Evelina Domnitch and Dmitry Gelfand create sensory immersion environments that merge physics, chemistry and computer science with uncanny philosophical practices. Current findings, particularly in the domain of mesoscopics, are employed by the artists to investigate questions of perception and perpetuity. Having dismissed the use of recording media, their works exist as ever-transforming phenomena offered for observation. In order to engage such ephemeral processes, the duo has collaborated with numerous scientific research facilities, including the Drittes Physikalisches Institut (Goettingen University, Germany), the Institute of Advanced Sciences and Technologies (Japan), and the European Space Research and Technology Centre (The Netherlands). They are recipients of the Japan Media Arts Excellence Prize (2007), and four Ars Electronica Honorary Mentions (2007, 2009, 2011, 2013).
Visit Evelina Domnitch and Dmitry Gelfand’s website: portablepalace.com
Eric Parren is an interdisciplinary artist operating out of Los Angeles.
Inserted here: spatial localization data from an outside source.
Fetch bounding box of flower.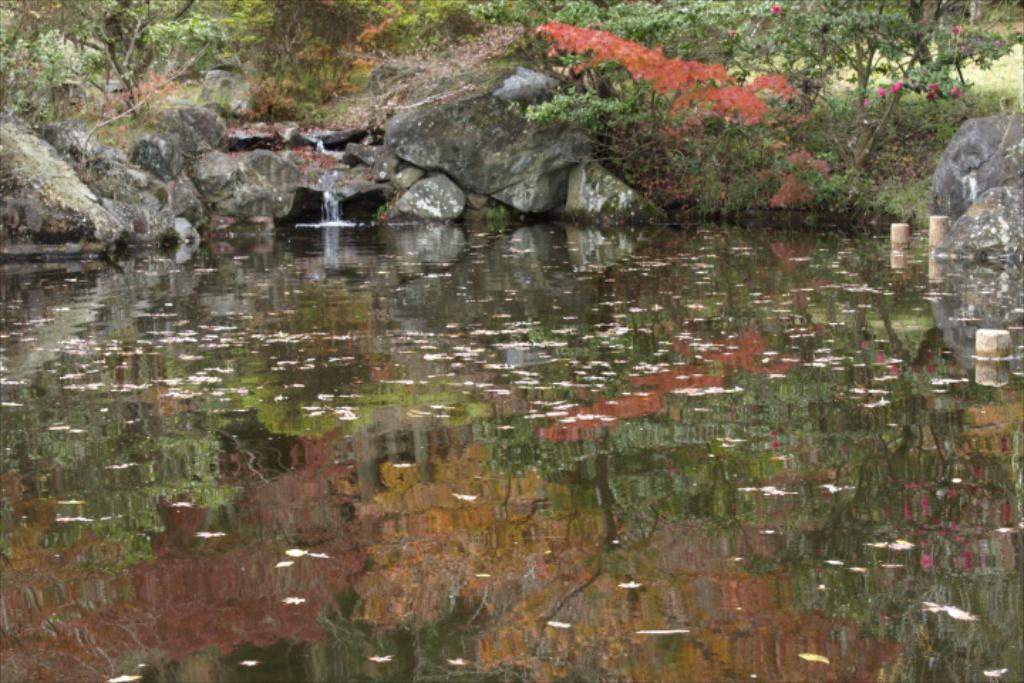
Bbox: crop(767, 4, 784, 16).
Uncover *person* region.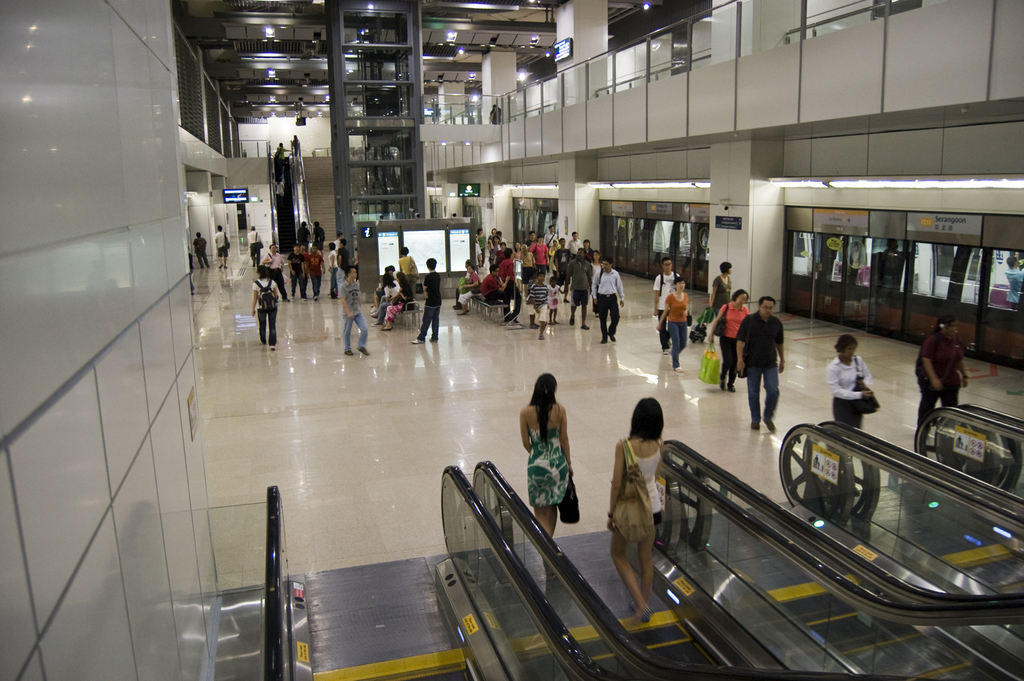
Uncovered: select_region(918, 313, 966, 445).
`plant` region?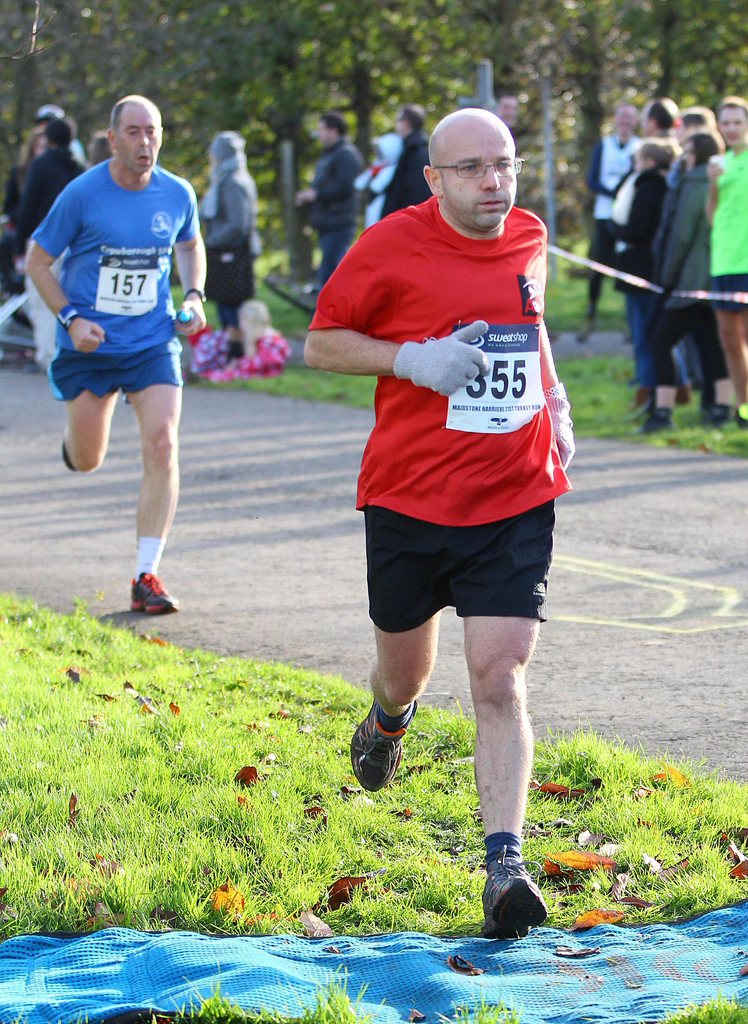
<box>545,232,629,330</box>
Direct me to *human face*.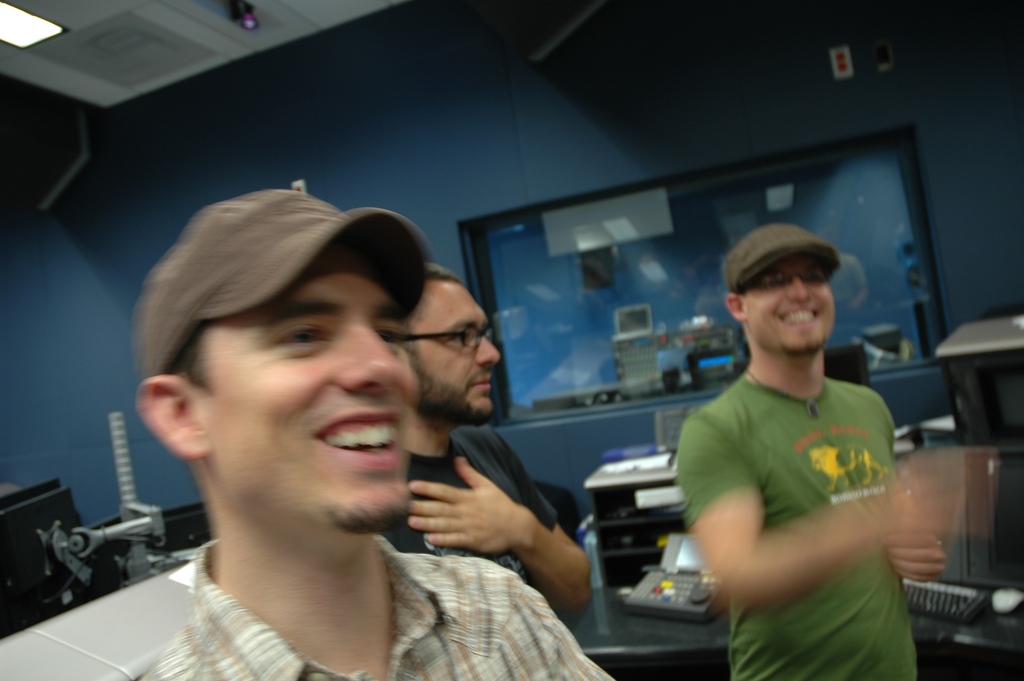
Direction: select_region(412, 281, 503, 422).
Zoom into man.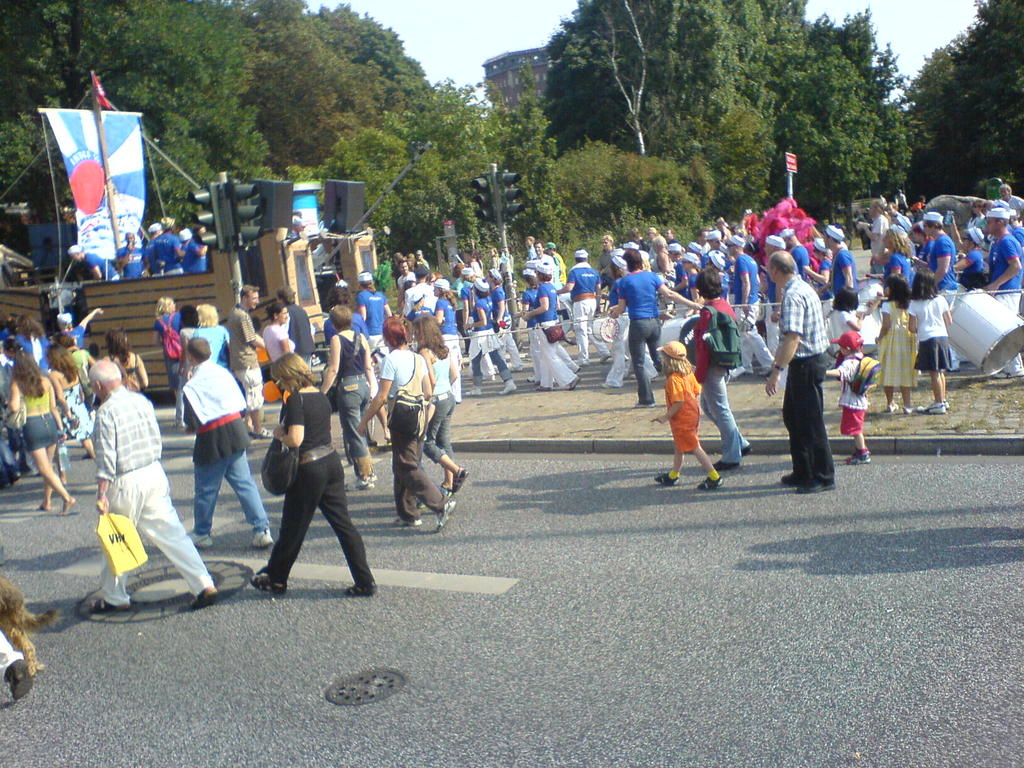
Zoom target: BBox(532, 239, 557, 271).
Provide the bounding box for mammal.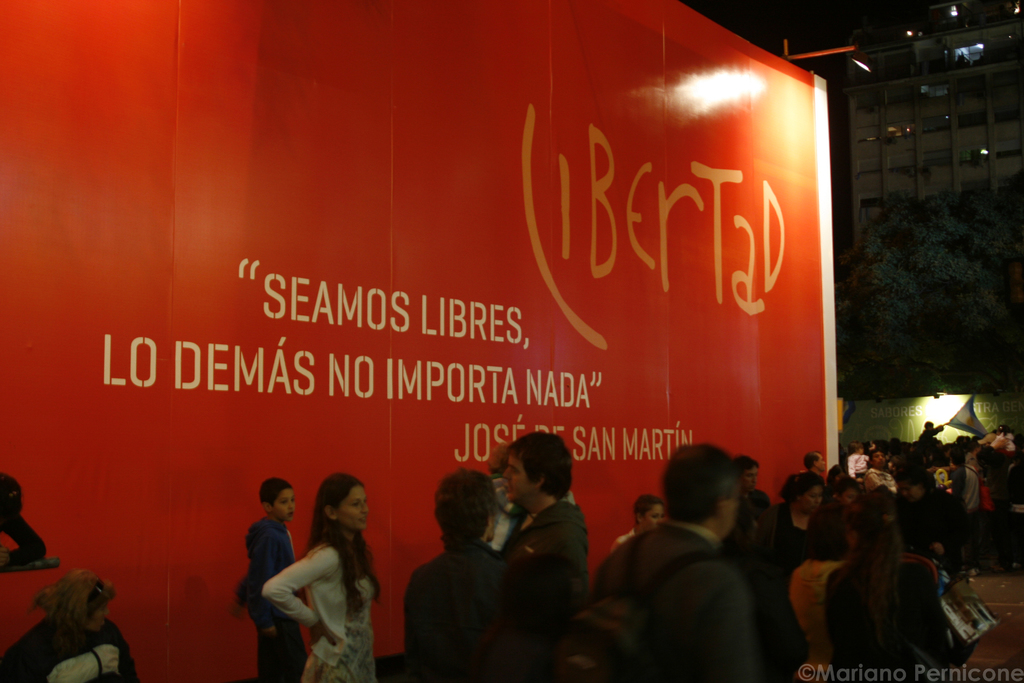
(x1=561, y1=429, x2=770, y2=682).
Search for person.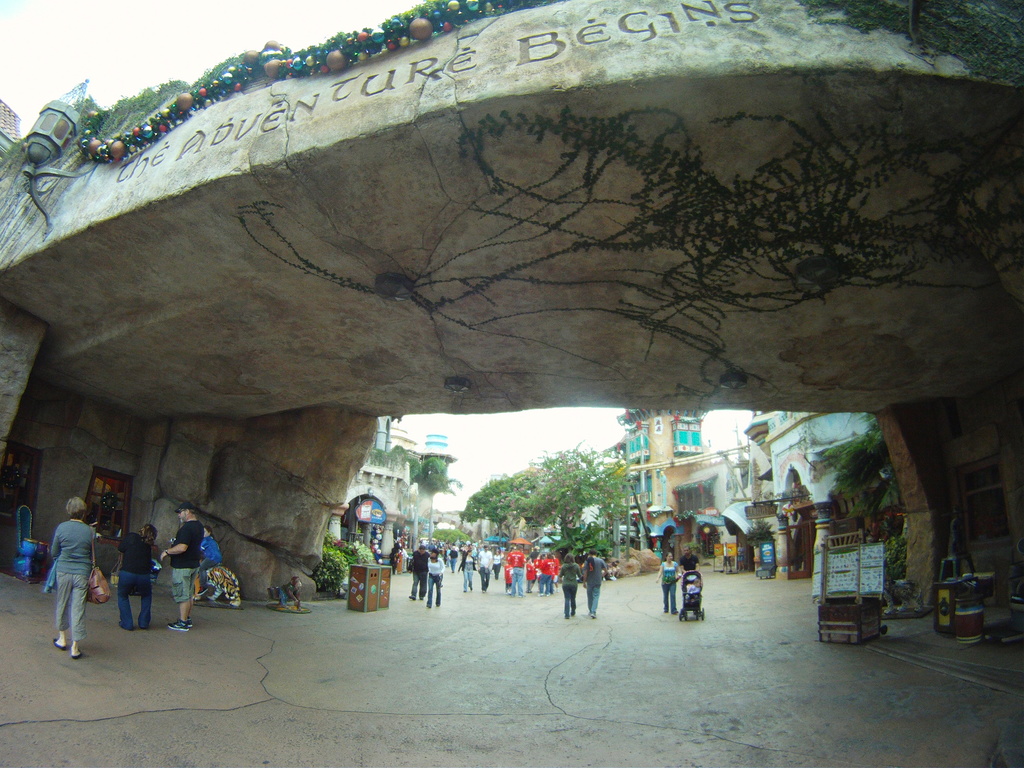
Found at {"x1": 661, "y1": 554, "x2": 676, "y2": 617}.
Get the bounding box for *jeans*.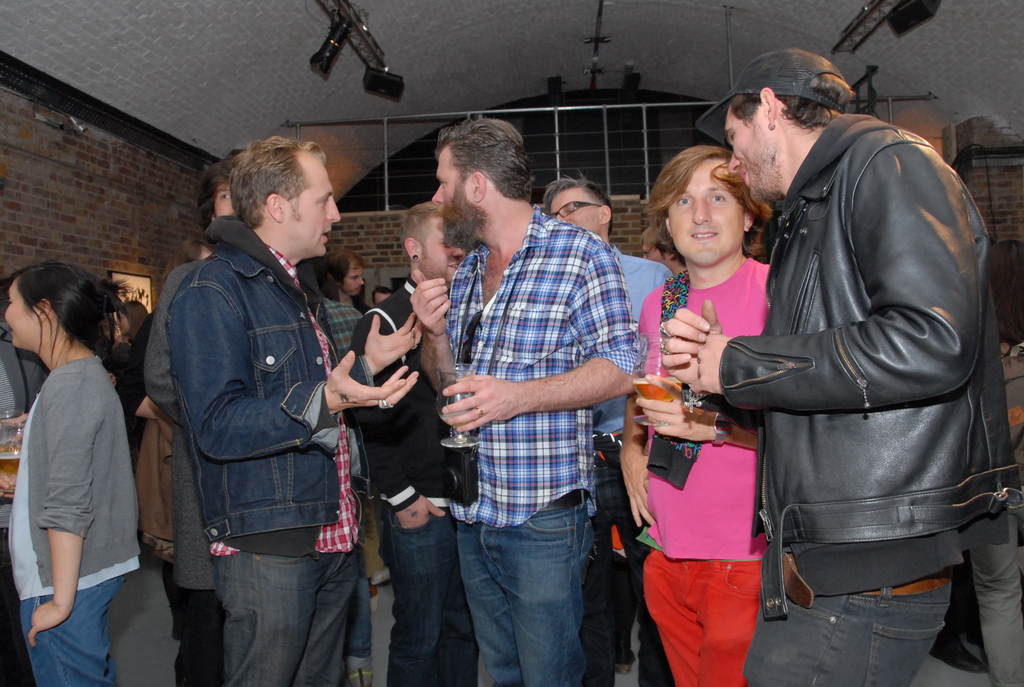
region(26, 572, 126, 686).
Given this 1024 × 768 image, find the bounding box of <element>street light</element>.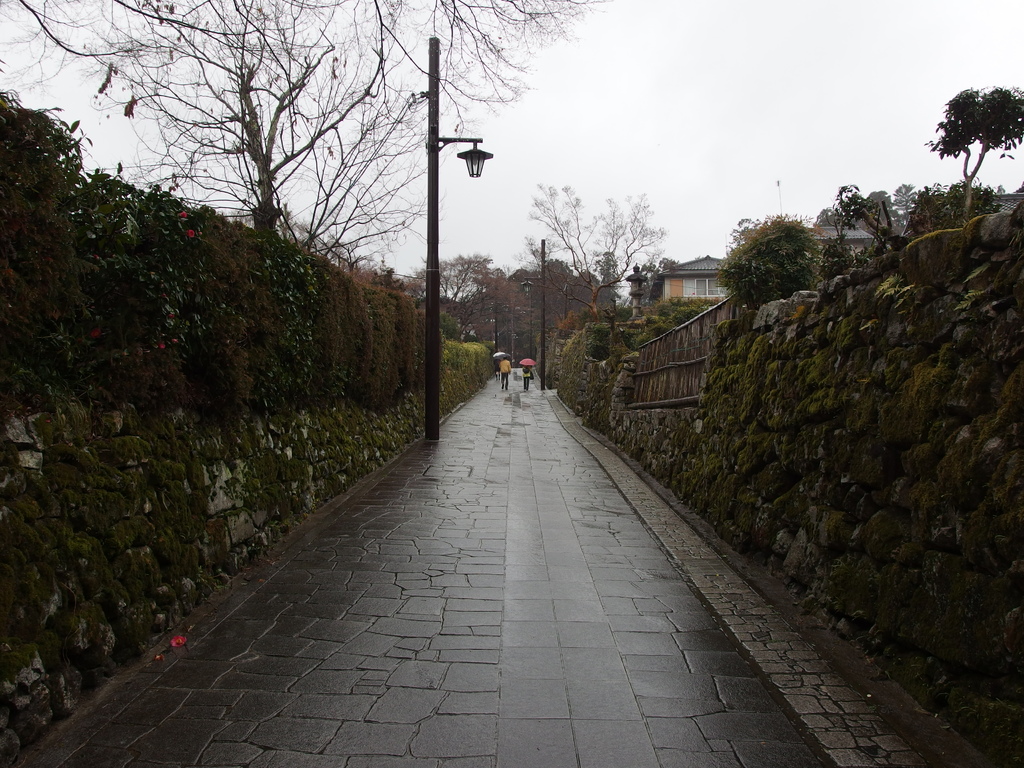
region(518, 237, 548, 391).
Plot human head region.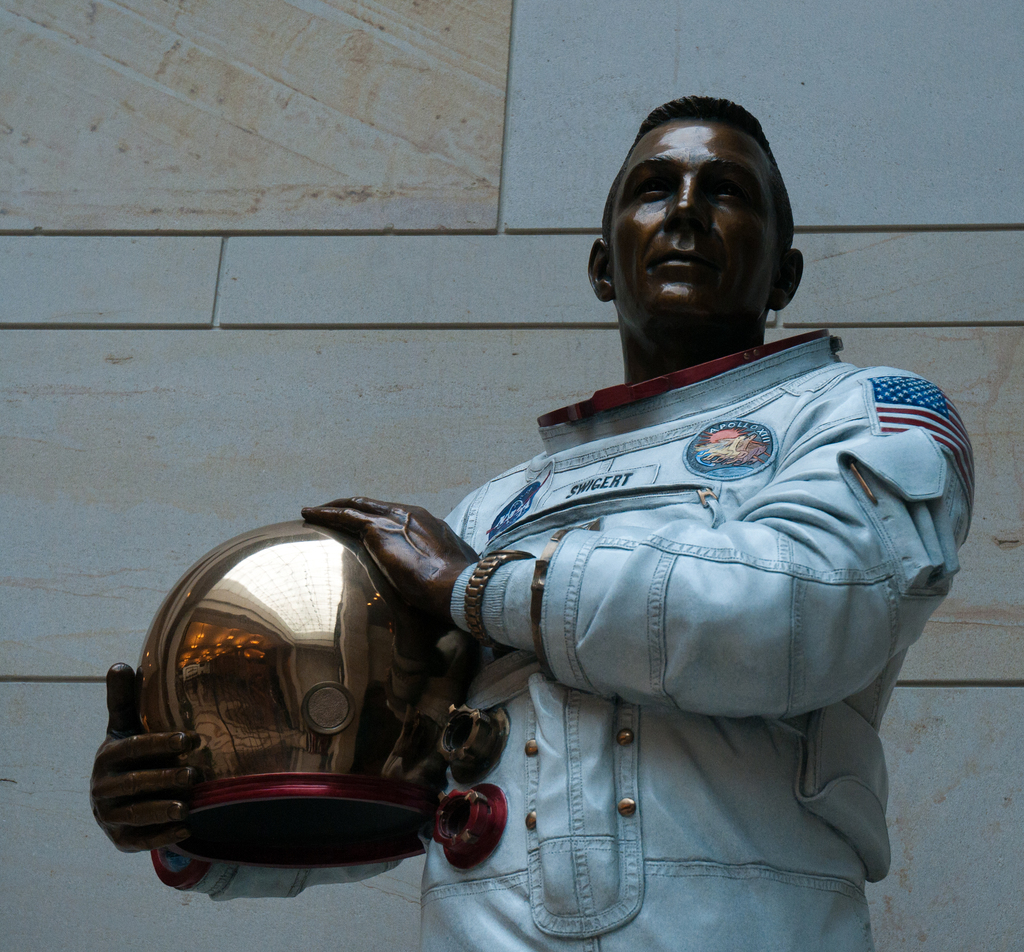
Plotted at (x1=597, y1=94, x2=802, y2=358).
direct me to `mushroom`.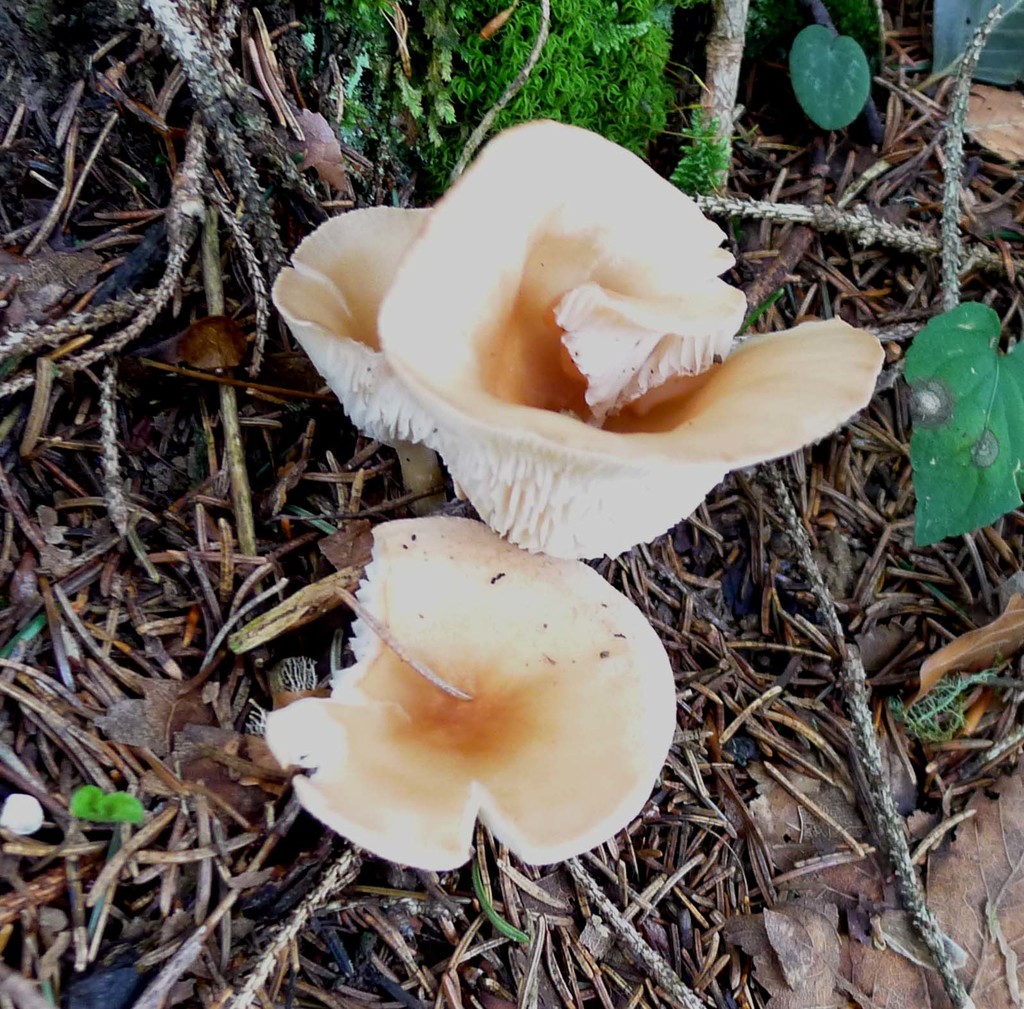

His work lives at the intersection of art, science, and technology and investigates transdisciplinary topics such as augmented reality, biotechnology, and artificial intelligence while being strongly rooted in the histories of experimental film, composition, and live performance. The works are often deeply sensory experiences dealing with modes of perception, synesthesia, and the physics of light and sound. Eric is a member of the art collective Macular and the founder and co-host of La Force Sauvage Radio. Eric studied at the Interfaculty ArtScience of the Royal Academy of Art and Royal Conservatory in The Hague, where he received his BFA in 2009. He went on to study at the the Design Media Arts department of the University of California Los Angeles, where he was awarded his MFA in 2012. He has been exhibiting internationally since 2008.
Visit Eric Parren’s website: ericparren.net
Microcinematography, the synthesis of microscopy and moving image, is a combination of two sensory expansion tools and allows for the exploration of different scales of both size and time. Gut Feeling investigates the boundaries of current microcinematography by using an advanced optical microscope and by employing building blocks of the promising field of synthetic biology as the content of an audiovisual experience.
Genetic engineering is rapidly becoming the world’s most important engineering tool, and the use of E. coli bacteria was instrumental to the development of this discipline.For this project, E. coli bacteria were genetically modified with bio-bricks to express three different kinds of fluorescent proteins; red, green, and cyan. The bacteria were captured trough time-lapse laser-scanning confocal microscopy while undergoing growth and movement experiments. The resulting image sequences form the basis for the visual component of Gut Feeling. The microscopically enlarged images are further magnified by being projected in monumental dimensions. Processes that normally occur on the scale of 500 nanometers are suddenly visible a hundred thousand times their original size.
The visuals are accompanied by a real-time algorithmically composed composition based on the biosynthesis pathways described in the E. coli genome. The DNA structures for the creation of amino-acids and the resulting chemical reactions are transcoded into micro-sound elements which are clustered and spatialized on a multi-channel surround sound setup. The combined audiovisuals provide a complex multi-sensory journey into the life of the humble organisms with whom we share a symbiotic relationship, the E. coli bacteria.
This project was realized at the NanoPico Characterization Lab of the California NanoSystems Institute with the support from the University of California Institute for Research in the Arts and the Mondriaan Fund.